Reputation: 14834
so suppose I have a function:
function j($a, $b){
return $a + $b;
}
and then I put the intended arguments of the function into a string:
$str = '1,3';
is there a way to make the function treat the single string argument as if it were the arguments that the programmer inserted into the function....so when you do
j($str)
,
instead of having the function treat the $str as a single string argument, it fetches the content of the string and treats it as if the programmer wrote j(1,3)
instead of j($str)
also this is a rather simple example, but I'd like it to work for even more complicated argument strings involving arrays, multidimensional arrays, associative arrays, array within arrays, as well as string arguments that have commas in it (so just exploding by comma is not really feasible)
also I'd rather not use eval() in the solution
Also I'm trying to get this to work on any function not just mine (and not just this specific function which is just a worthless example function) so preferably the operation is to be done outside of the function
Upvotes: 1
Views: 4356
Reputation: 1757
Most of the answers assume, that everything is nicely separated with coma ",", but it's not always the case. For example there could be different variable types, even strings with coma's.
$values = "123, 'here, is, a, problem, that, can\'t, be, solved, with, explode() function, mkay?'";
This can be handled with eval() and dot's "..." args retrieval in php 7.

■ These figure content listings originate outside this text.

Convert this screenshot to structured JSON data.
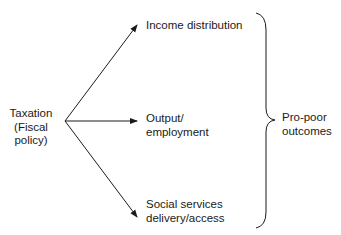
{
  "diagram": {
    "source": {
      "line1": "Taxation",
      "line2": "(Fiscal",
      "line3": "policy)"
    },
    "targets": [
      {
        "line1": "Income distribution",
        "line2": ""
      },
      {
        "line1": "Output/",
        "line2": "employment"
      },
      {
        "line1": "Social services",
        "line2": "delivery/access"
      }
    ],
    "outcome": {
      "line1": "Pro-poor",
      "line2": "outcomes"
    },
    "colors": {
      "line": "#1a1a1a",
      "text": "#1a1a1a",
      "background": "#ffffff"
    }
  }
}
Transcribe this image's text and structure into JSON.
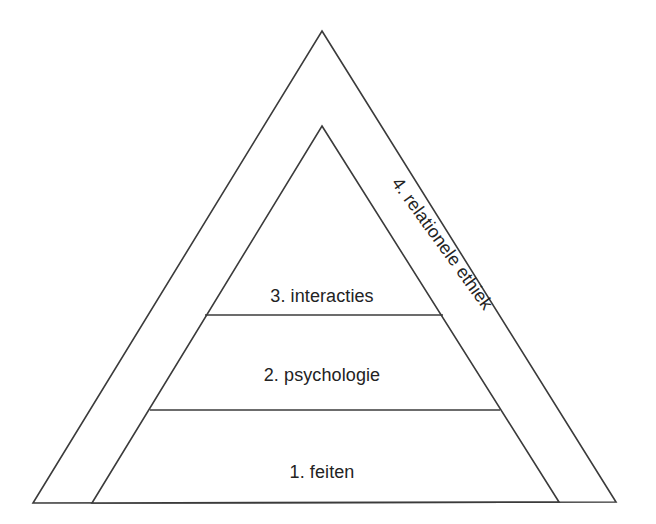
{
  "diagram": {
    "type": "nested-triangle-pyramid",
    "background_color": "#ffffff",
    "line_color": "#3b3b3b",
    "text_color": "#232323",
    "outer_triangle": {
      "name": "outer-triangle",
      "apex": {
        "x": 322,
        "y": 31
      },
      "base_left": {
        "x": 33,
        "y": 503
      },
      "base_right": {
        "x": 616,
        "y": 502
      }
    },
    "inner_triangle": {
      "name": "inner-triangle",
      "apex": {
        "x": 322,
        "y": 126
      },
      "base_left": {
        "x": 92,
        "y": 503
      },
      "base_right": {
        "x": 559,
        "y": 502
      }
    },
    "dividers": [
      {
        "name": "divider-interacties-psychologie",
        "x1": 205,
        "y1": 315,
        "x2": 443,
        "y2": 315
      },
      {
        "name": "divider-psychologie-feiten",
        "x1": 150,
        "y1": 410,
        "x2": 500,
        "y2": 410
      }
    ],
    "tiers": [
      {
        "id": "tier-3",
        "number": "3.",
        "name": "interacties",
        "label": "3. interacties",
        "cx": 322,
        "baseline_y": 302
      },
      {
        "id": "tier-2",
        "number": "2.",
        "name": "psychologie",
        "label": "2. psychologie",
        "cx": 322,
        "baseline_y": 381
      },
      {
        "id": "tier-1",
        "number": "1.",
        "name": "feiten",
        "label": "1. feiten",
        "cx": 322,
        "baseline_y": 478
      }
    ],
    "edge_band_label": {
      "id": "tier-4",
      "number": "4.",
      "name": "relationele ethiek",
      "label": "4. relationele ethiek",
      "anchor_x": 391,
      "anchor_y": 183,
      "rotation_deg": 54
    }
  }
}
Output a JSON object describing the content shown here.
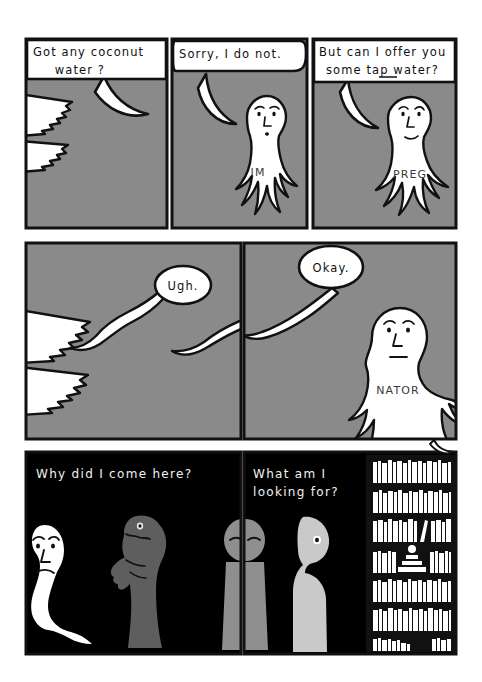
{
  "comic": {
    "title": "Comic strip — eight panels",
    "background_color": "#ffffff",
    "panel_border_color": "#111111",
    "gray_fill": "#8a8a8a",
    "dark_fill": "#000000",
    "figure_white": "#ffffff",
    "figure_gray": "#8f8f8f",
    "figure_light_gray": "#c9c9c9",
    "figure_dark_gray": "#5e5e5e",
    "rows": [
      {
        "row_name": "top-row",
        "panels": [
          {
            "panel_name": "panel-1",
            "speech": "Got any coconut water?",
            "speech_line_1": "Got any coconut",
            "speech_line_2": "water ?",
            "background": "gray",
            "contents": "toothed creature jaws at left edge"
          },
          {
            "panel_name": "panel-2",
            "speech": "Sorry, I do not.",
            "speech_line_1": "Sorry, I do not.",
            "speech_line_2": "",
            "background": "gray",
            "body_text": "IM",
            "contents": "white ghost figure"
          },
          {
            "panel_name": "panel-3",
            "speech": "But can I offer you some tap water?",
            "speech_line_1": "But can I offer you",
            "speech_line_2": "some tap water?",
            "underlined_word": "tap",
            "background": "gray",
            "body_text": "PREG",
            "contents": "white ghost figure"
          }
        ]
      },
      {
        "row_name": "middle-row",
        "panels": [
          {
            "panel_name": "panel-4",
            "speech": "Ugh.",
            "background": "gray",
            "contents": "toothed creature jaws at left edge, wavy speech tail"
          },
          {
            "panel_name": "panel-5",
            "speech": "Okay.",
            "background": "gray",
            "body_text": "NATOR",
            "contents": "white ghost figure"
          }
        ]
      },
      {
        "row_name": "bottom-row",
        "panels": [
          {
            "panel_name": "panel-6",
            "caption_line_1": "Why did I come here?",
            "caption_line_2": "",
            "background": "black",
            "contents": "white ghost, gray lizard creature, gray figure at right edge"
          },
          {
            "panel_name": "panel-7",
            "caption_line_1": "What am I",
            "caption_line_2": "looking for?",
            "background": "black",
            "contents": "two gray humanoid figures and a bookshelf full of books"
          }
        ]
      }
    ],
    "hidden_message": "IM PREG NATOR",
    "bookshelf": {
      "name": "bookshelf",
      "shelf_count": 7,
      "ornament": "stepped pyramid with sphere on top"
    }
  }
}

function helper_string_args(...$args) {
return $args;
}
$func = "\$values = \\helper_string_args($values);";
try {
eval($func);
} catch (Exception $e) {
var_dump($e);
exit;
}
Upvotes: 0
Reputation: 1799
This works :)
function f($str, $delimiter = ';')
{
$strargs = explode($delimiter, $str);
$args = array();
foreach($strargs as $item)
eval("\$args[] = " . $item. ";");
// $args contains all arguments
print_r($args);
}
Check it:
f("6;array(8,9);array(array(1,0,8), 5678)");
Upvotes: 0
Reputation: 521995
call_user_func_array('j', explode(',', $str));
http://www.php.net/call_user_func_array
I have no idea how you want to make this work for "more complex argument strings including arrays of arrays", since it's hard to express those as strings. If you can format whatever string you have into an array though, for example using JSON strings and json_decode
, call_user_func_array
is your friend.
Upvotes: 1
Reputation: 382616
function j($a, $b = 0){ // make second arg optional
if (! $b) { // is second arg specified and not zero
if (strpos($a, ',') !== false){ // has provided first arg a comma
list($first, $second) = explode(',' $a); // yes then get two values from it
return $first + $second; // return the result
}
}
else {
return $a + $b; // two args were passed, return the result
}
}
Now your function will support both formats, with one argument eg:
$str = '1,3'
j($str);
as well as two arguments:
j(5, 10);
Upvotes: 1
Reputation: 51797
make all parameter but except the first one optional and then use list()
and explode()
if the first parameter is a string (or contains ,
):
function j($a, $b=null){
if(strpos($a,',')!==false){
list($a,$b) = explode(',',$a)
}
return $a + $b;
}
this is just a basic example, but the principle should be clear:
Upvotes: 1
Reputation: 44959
This should work for a single, comma-separated string:
function j($str){
list($a, $b) = explode(',', $str);
return $a + $b;
}
What do you want to sum in a multi-dimensional array? All of the values?
If yes: You only have to check the type of your argument (e.g. using is_array()) and then iterate through it. When it is multi-dimensional, call your function recursively.